About this exercise | Write out exactly the lines of the entries below, from the first through the line containing "In order to click on SHOP", and nothing beyond them.

Material for this exercise |
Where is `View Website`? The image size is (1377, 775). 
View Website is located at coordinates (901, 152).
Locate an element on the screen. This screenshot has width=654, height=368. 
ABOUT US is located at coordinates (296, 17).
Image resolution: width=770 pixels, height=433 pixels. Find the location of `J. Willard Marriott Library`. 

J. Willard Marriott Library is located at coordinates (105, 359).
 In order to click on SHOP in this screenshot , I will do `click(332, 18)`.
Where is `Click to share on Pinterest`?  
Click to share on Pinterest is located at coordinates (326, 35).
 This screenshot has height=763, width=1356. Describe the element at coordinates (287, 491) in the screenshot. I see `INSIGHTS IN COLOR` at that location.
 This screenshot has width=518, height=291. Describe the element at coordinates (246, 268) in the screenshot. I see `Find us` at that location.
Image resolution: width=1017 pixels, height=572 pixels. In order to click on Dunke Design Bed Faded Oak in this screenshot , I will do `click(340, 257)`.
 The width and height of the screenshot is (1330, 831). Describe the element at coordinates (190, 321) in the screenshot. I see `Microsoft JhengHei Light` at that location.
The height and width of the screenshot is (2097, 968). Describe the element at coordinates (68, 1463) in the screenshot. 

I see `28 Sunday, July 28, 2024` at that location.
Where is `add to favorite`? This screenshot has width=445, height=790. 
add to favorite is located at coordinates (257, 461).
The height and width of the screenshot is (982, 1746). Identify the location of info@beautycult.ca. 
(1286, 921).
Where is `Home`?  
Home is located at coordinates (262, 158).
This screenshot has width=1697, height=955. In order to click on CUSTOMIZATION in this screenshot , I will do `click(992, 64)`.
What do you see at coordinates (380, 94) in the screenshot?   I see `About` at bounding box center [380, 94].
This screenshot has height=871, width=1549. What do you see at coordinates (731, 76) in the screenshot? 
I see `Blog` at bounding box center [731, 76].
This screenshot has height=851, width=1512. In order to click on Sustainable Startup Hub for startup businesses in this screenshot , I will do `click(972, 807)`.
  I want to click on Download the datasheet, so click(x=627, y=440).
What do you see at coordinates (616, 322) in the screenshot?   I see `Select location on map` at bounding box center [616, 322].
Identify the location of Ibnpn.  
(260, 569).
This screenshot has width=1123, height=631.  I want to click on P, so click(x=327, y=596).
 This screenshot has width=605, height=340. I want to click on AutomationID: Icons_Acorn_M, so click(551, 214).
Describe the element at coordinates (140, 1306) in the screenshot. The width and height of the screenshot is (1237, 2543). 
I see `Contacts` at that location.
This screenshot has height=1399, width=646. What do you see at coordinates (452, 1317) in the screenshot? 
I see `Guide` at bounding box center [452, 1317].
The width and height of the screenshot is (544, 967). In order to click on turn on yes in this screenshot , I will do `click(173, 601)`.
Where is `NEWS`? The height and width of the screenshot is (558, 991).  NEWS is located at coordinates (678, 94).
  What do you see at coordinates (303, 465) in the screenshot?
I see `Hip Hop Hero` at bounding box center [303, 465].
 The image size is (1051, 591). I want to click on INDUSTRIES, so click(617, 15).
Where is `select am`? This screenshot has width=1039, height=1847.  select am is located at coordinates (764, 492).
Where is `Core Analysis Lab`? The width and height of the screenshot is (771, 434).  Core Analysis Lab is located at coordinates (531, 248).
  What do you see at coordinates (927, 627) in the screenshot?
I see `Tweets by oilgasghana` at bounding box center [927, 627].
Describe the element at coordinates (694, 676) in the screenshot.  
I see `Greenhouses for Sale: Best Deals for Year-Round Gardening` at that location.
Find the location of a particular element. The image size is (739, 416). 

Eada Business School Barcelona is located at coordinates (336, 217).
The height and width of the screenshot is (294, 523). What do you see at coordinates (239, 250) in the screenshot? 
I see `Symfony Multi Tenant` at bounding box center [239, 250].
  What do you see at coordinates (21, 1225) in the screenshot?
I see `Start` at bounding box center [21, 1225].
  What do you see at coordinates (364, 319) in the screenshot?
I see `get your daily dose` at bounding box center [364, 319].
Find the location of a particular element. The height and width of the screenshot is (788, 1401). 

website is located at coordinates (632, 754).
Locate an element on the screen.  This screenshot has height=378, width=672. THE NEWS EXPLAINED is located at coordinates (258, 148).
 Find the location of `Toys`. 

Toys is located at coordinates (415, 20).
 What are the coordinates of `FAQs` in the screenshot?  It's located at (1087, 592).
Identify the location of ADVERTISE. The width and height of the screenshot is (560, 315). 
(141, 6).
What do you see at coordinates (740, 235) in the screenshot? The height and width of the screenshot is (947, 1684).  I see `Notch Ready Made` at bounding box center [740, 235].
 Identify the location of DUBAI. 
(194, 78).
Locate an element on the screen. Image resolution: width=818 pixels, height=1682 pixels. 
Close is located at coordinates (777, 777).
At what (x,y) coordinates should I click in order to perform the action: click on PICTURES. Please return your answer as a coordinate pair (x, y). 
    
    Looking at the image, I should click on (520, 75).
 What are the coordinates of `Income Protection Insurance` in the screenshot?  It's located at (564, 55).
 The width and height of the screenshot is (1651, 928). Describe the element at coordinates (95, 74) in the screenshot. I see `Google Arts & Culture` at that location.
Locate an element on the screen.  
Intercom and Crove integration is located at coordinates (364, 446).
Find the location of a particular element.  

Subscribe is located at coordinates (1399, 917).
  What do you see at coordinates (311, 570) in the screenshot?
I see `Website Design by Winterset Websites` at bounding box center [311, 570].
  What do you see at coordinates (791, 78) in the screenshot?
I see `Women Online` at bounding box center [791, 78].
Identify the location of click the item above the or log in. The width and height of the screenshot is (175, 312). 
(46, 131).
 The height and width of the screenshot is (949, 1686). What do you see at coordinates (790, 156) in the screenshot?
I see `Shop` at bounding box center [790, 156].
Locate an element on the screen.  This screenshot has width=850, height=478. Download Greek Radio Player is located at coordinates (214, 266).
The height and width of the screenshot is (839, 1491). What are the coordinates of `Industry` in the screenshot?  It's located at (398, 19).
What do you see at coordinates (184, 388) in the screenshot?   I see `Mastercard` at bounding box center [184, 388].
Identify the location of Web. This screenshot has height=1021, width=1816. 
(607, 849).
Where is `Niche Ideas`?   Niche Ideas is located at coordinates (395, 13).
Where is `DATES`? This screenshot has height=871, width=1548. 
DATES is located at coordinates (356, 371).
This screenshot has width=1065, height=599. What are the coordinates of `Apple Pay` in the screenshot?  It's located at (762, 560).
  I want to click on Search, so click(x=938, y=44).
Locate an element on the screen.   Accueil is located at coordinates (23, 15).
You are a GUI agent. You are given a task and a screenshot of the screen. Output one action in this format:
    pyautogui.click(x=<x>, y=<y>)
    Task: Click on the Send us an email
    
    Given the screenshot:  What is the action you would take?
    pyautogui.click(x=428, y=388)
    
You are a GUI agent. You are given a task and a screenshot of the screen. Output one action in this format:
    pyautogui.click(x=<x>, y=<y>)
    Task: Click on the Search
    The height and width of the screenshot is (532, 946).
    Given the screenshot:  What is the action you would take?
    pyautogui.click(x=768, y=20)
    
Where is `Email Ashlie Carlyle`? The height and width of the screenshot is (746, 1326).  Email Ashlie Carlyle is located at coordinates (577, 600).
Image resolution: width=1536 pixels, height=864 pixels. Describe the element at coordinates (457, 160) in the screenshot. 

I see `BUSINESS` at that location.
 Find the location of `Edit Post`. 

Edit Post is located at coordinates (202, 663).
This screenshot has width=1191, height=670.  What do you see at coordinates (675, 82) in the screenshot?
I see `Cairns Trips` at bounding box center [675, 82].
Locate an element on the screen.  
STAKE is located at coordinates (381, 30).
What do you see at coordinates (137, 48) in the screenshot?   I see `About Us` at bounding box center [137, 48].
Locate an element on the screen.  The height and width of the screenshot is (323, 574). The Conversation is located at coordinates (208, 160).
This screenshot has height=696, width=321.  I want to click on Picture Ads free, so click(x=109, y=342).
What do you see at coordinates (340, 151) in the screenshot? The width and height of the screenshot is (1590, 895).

Completed exercise |
Where is `View Website`? The image size is (1377, 775). 
View Website is located at coordinates (901, 152).
Locate an element on the screen. This screenshot has width=654, height=368. 
ABOUT US is located at coordinates (296, 17).
Image resolution: width=770 pixels, height=433 pixels. Find the location of `J. Willard Marriott Library`. 

J. Willard Marriott Library is located at coordinates (105, 359).
 In order to click on SHOP in this screenshot , I will do `click(332, 18)`.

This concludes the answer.